How can you let an internal ChatGPT coding agent write production code without risking data leakage or rogue commands?
Many teams expose a single API key to an AI assistant, embed it in CI pipelines, or grant the model unrestricted network access. The assistant can retrieve secrets, push changes, or execute shell commands on behalf of any developer who triggers it. Because the model talks directly to the target service, there is no visibility into which prompts caused which actions, no way to block dangerous operations, and no audit trail for compliance or incident response.
Why guardrails matter for AI coding agents
AI‑driven code generation is powerful, but it also amplifies the blast radius of a mis‑prompt. An unchecked request can exfiltrate customer data, modify database schemas, or launch containers that bypass existing change‑approval processes. Organizations that treat the model as a black box end up with a “wild west” environment where every engineer can implicitly grant the AI full admin rights.
The uncontrolled reality today
In practice, teams often create a shared service account for the model, store the credential in a vault, and then hand the secret to the AI runtime. The model receives the credential, opens a direct connection to the internal SaaS, and executes whatever it deems necessary. No identity‑aware proxy sits between the request and the service, so the service cannot distinguish a human‑initiated API call from an AI‑generated one. There is no session recording, no inline data masking, and no just‑in‑time approval workflow. If the model makes a mistake, the organization has no replayable evidence and cannot retroactively block the operation.
What you need beyond identity
Strong authentication, OIDC or SAML tokens, service‑account roles, least‑privilege IAM policies, establishes who is allowed to start a request. However, authentication alone does not enforce what the request can do once it reaches the target. The request still travels straight to the SaaS endpoint, bypassing any policy engine, audit logger, or data‑masking layer. To meet security and compliance goals, you must place a control surface on the data path that can inspect, approve, mask, and record every interaction.
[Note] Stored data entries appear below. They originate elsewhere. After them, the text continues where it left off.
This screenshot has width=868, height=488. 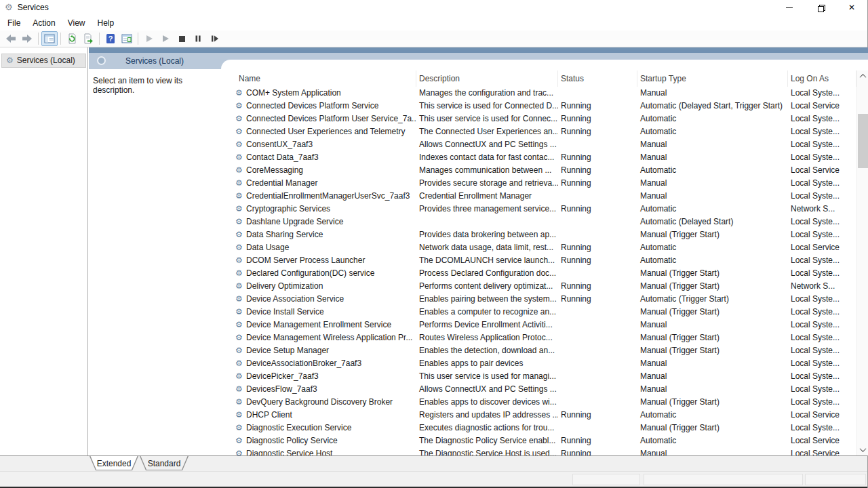 What do you see at coordinates (88, 39) in the screenshot?
I see `export-list-button` at bounding box center [88, 39].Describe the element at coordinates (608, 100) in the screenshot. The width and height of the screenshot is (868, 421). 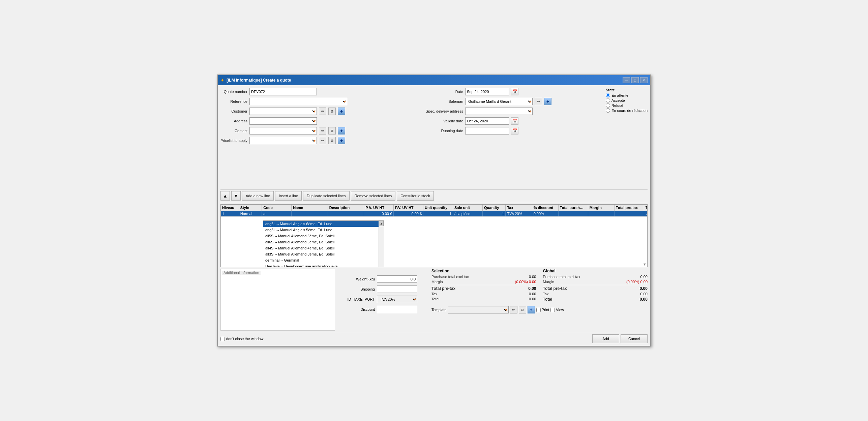
I see `state-accepte-radio` at that location. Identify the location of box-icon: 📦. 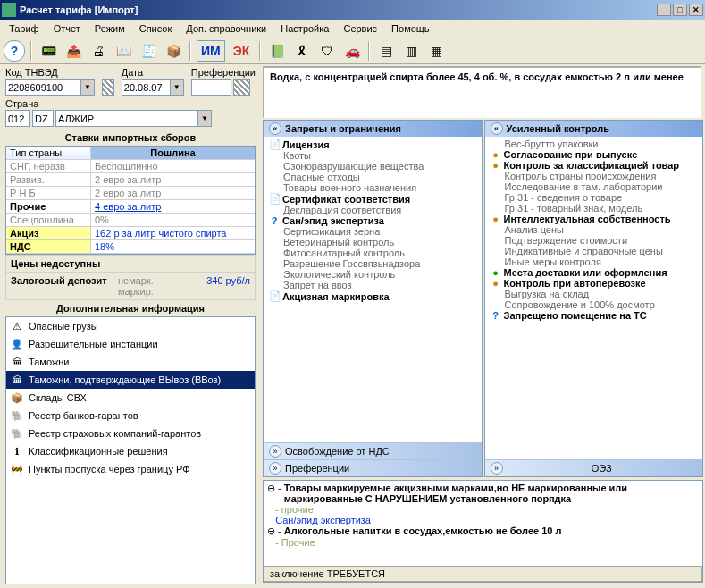
(173, 51).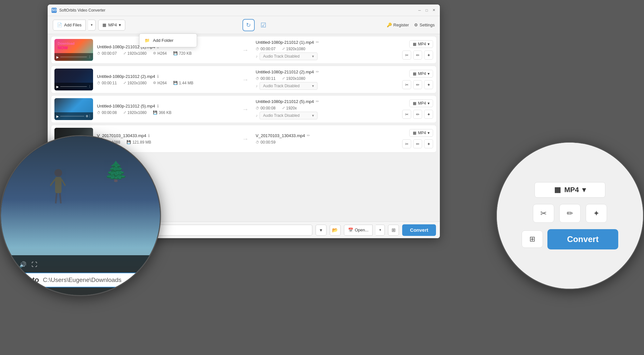 Image resolution: width=644 pixels, height=355 pixels. I want to click on convert-button: Convert, so click(419, 230).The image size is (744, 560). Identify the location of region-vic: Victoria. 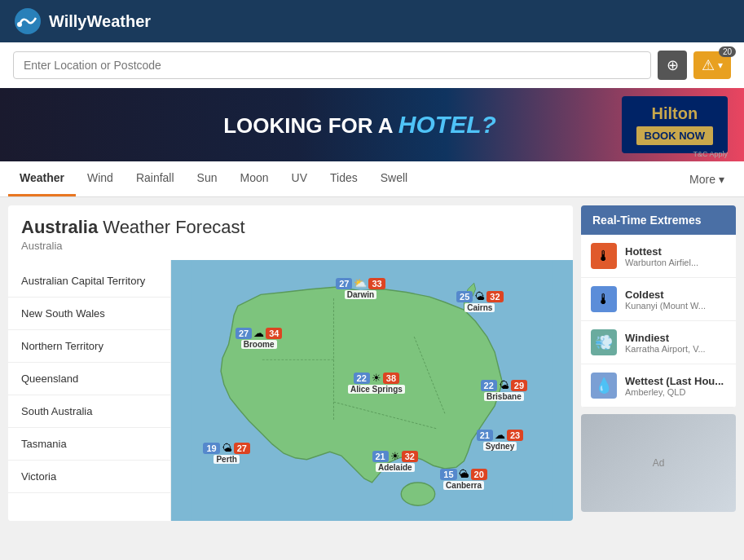
(90, 477).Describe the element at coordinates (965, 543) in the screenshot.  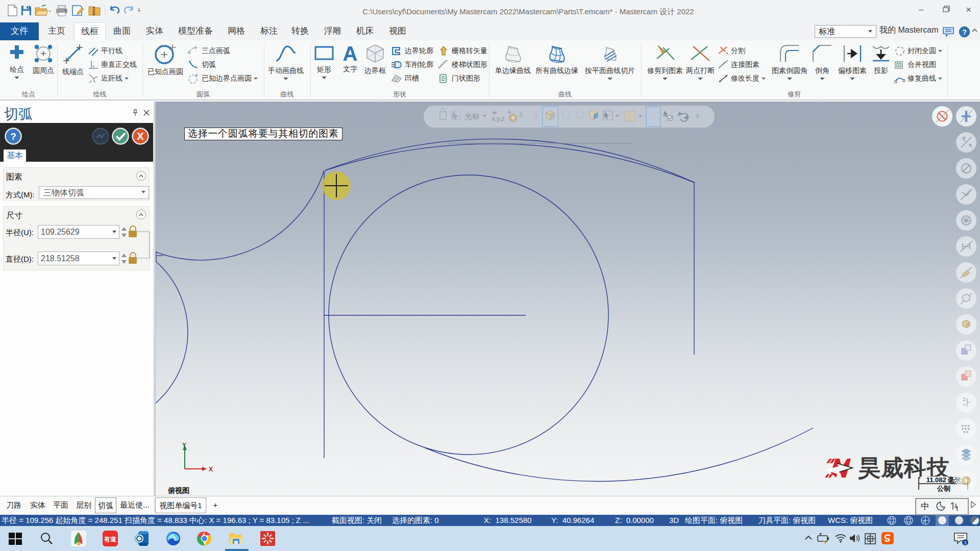
I see `svg-text: 3` at that location. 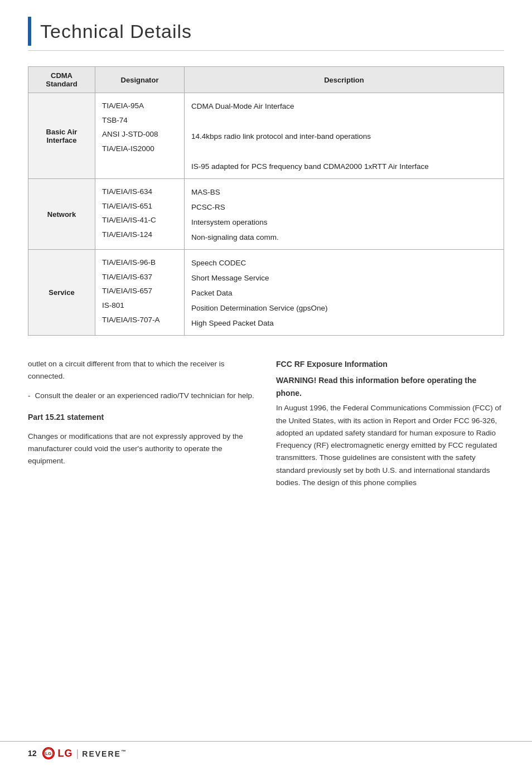 What do you see at coordinates (266, 33) in the screenshot?
I see `title-section: Technical Details` at bounding box center [266, 33].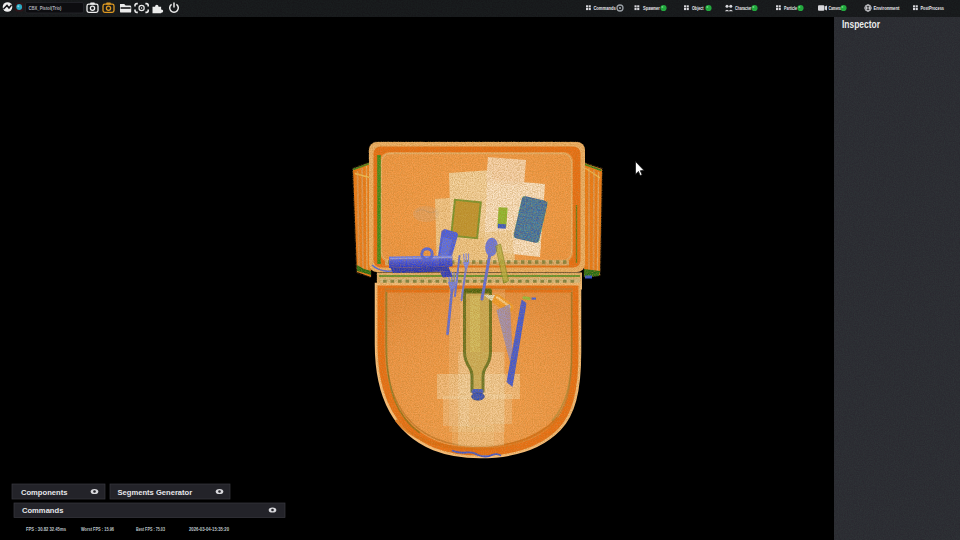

Introducing hoop.dev as the enforcement gateway
hoop.dev is a Layer 7 gateway that sits between identities and the internal SaaS that ChatGPT accesses. By routing every AI‑generated request through hoop.dev, you gain a single, programmable enforcement point. hoop.dev verifies the caller’s OIDC token, then applies guardrails before the request reaches the service.
How hoop.dev enforces guardrails
- Inline data masking – Sensitive fields in responses (API keys, PII, internal IDs) are replaced with placeholder values before they reach the model, preventing accidental leakage.
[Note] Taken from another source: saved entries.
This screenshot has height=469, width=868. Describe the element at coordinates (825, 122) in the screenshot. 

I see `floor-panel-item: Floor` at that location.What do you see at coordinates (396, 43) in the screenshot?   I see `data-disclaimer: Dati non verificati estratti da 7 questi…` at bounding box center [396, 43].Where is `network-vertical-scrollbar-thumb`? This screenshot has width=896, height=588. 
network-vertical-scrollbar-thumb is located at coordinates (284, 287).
- Just‑in‑time approvals – When a request attempts a high‑risk operation, such as creating a new database user or deploying a container, hoop.dev pauses the flow and routes the request to an approver. The operation proceeds only after explicit consent.
- Command blocking – Dangerous commands (e.g., destructive SQL statements, shell commands that modify system files) are identified and rejected in real time, ensuring the AI cannot execute them.
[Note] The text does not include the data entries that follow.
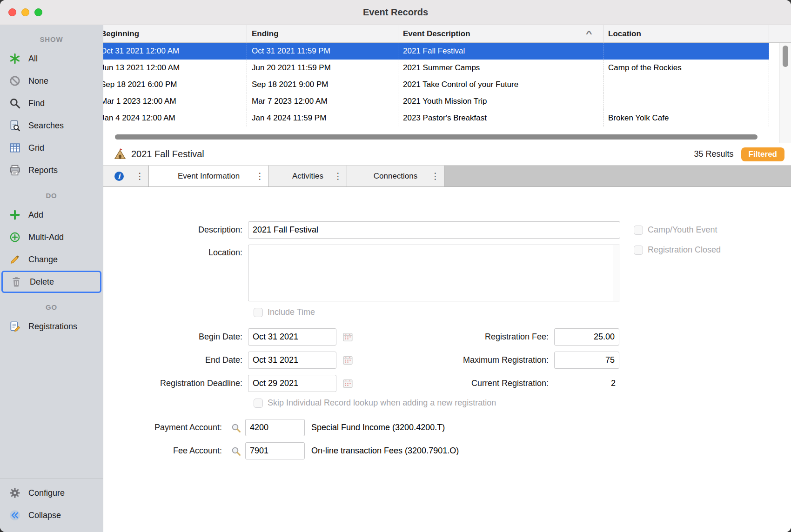  What do you see at coordinates (176, 251) in the screenshot?
I see `location-label: Location:` at bounding box center [176, 251].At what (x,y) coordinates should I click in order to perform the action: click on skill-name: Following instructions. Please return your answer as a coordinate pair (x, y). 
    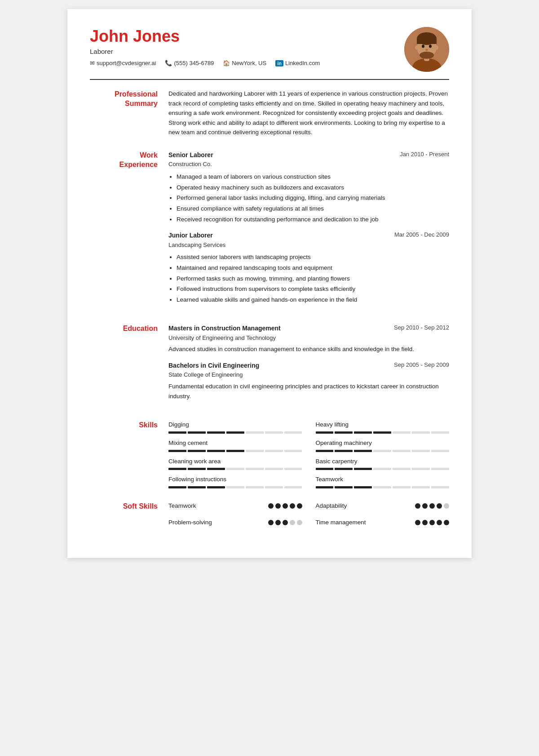
    Looking at the image, I should click on (235, 479).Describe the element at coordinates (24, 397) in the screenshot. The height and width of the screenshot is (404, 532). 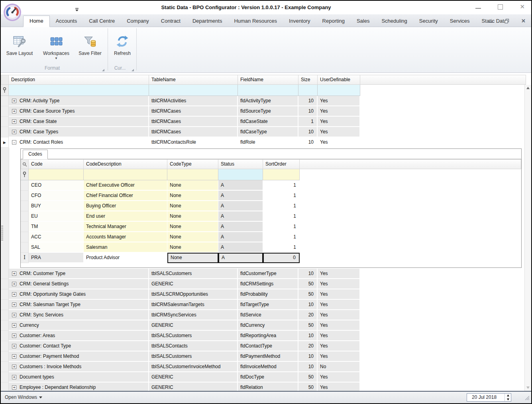
I see `open-windows-button: Open Windows` at that location.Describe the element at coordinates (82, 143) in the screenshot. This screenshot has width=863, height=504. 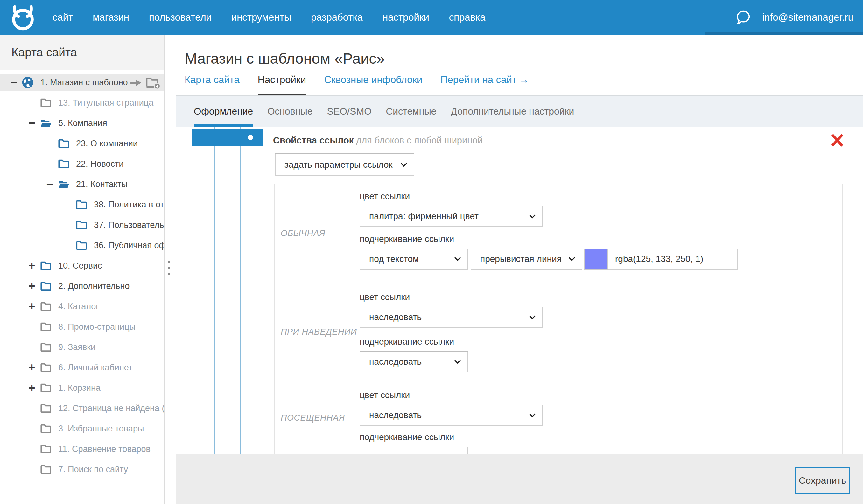
I see `tree-row-23-о-компании: 23. О компании` at that location.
- Session recording and replay – Every interaction, including prompts, responses, and approval decisions, is recorded. The recordings can be replayed for forensic analysis or compliance audits.
All of these outcomes exist because hoop.dev occupies the data path. The identity layer merely tells hoop.dev who is making the request; the gateway is the only component that can actually enforce the policies.
Getting started with guardrails for ChatGPT
Begin by deploying the hoop.dev gateway in the same network segment as your internal SaaS. The quick‑start uses Docker Compose and includes built‑in OIDC authentication, masking, and approval workflows. After the gateway is running, register the SaaS endpoint as a connection and configure the AI runtime to talk to the service through the hoop.dev address instead of directly. Detailed steps are covered in the getting‑started guide and the broader feature documentation. The repository on GitHub contains the compose file, Helm charts, and examples for AI agents.
Explore the source and contribute on GitHub.
FAQ
Does hoop.dev replace my existing secret manager?
No. The gateway stores the service credentials it needs to talk to the SaaS, but it never exposes them to the AI model. Your secret manager remains the source of truth for those credentials.
Can I apply different guardrails per AI model or per project?
Yes. Policies are defined per connection, allowing you to tailor masking rules, approval thresholds, and command blocklists for each AI workload.
How does hoop.dev help with compliance audits?
Because every session is recorded and approvals are logged, hoop.dev generates the evidence auditors require for access‑control and change‑management controls. The logs can be exported to your SIEM or retained in an immutable store of your choice.